McBride concurred, adding that funding often drops off for program serving children once they hit the age of 13.

“That is exactly the wrong time for money to drop off at 13,” McBride said. “Young people are much more mobile, and that means that if they don't have… family support or community support that they need and that they deserve, that a lot of young people at that age end up engaging in behavior that's not helpful to them, that's actually harmful to them and ultimately harmful to the community.”

Additional support for and investment in teens better prepares them for adult life, McBride said.

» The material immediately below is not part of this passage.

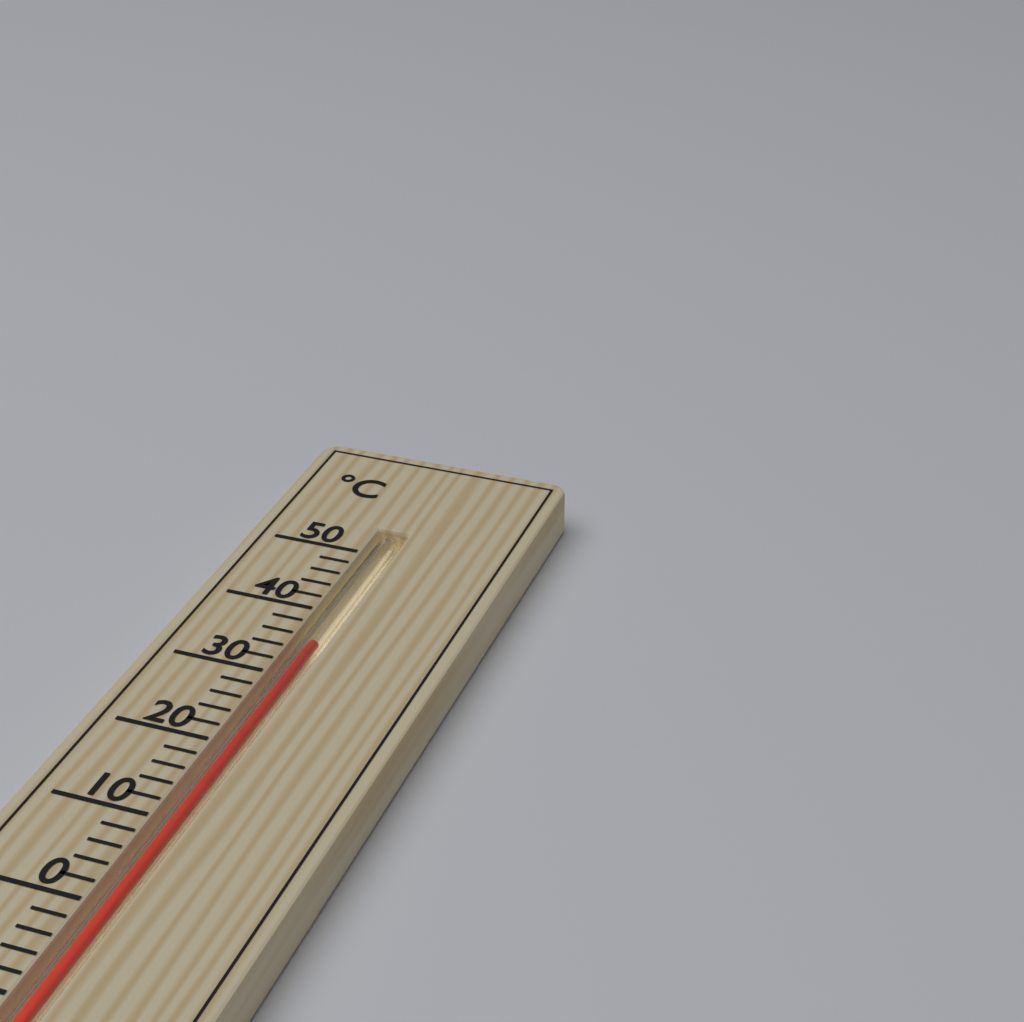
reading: 36 °C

“Not only does that empower them for a lifetime, it also reduces crime, it reduces expenses for our cities, our county and our state,” McBride said. “It helps to build safer communities, and certainly helps every young person reach their fullest potential, which means a stronger economy in the long run.”

More space would also allow staff to open programs to pre-schoolers, who the Georgetown staff do not currently serve.

“[Parents] want to be able to bring in their younger kids to the same location that their older kids attend,” Hickman said. “It just makes it easier for pickup and all of those things, and then it also affords us the opportunity to start them out even younger, getting that education that they need, and also being a part of the Boys and Girls Club.”

The House Committee on Appropriations will decide whether or not to move forward with the Georgetown project.

With degrees in journalism and women’s and gender studies, Abigail Lee aims for her work to be informed and inspired by both.

She is especially interested in rural journalism and social justice stories, which came from her time with NPR-affiliate KBIA at the University of Missouri in Columbia, Mo.

She speaks English and Russian fluently, some French, and very little Spanish (for now!)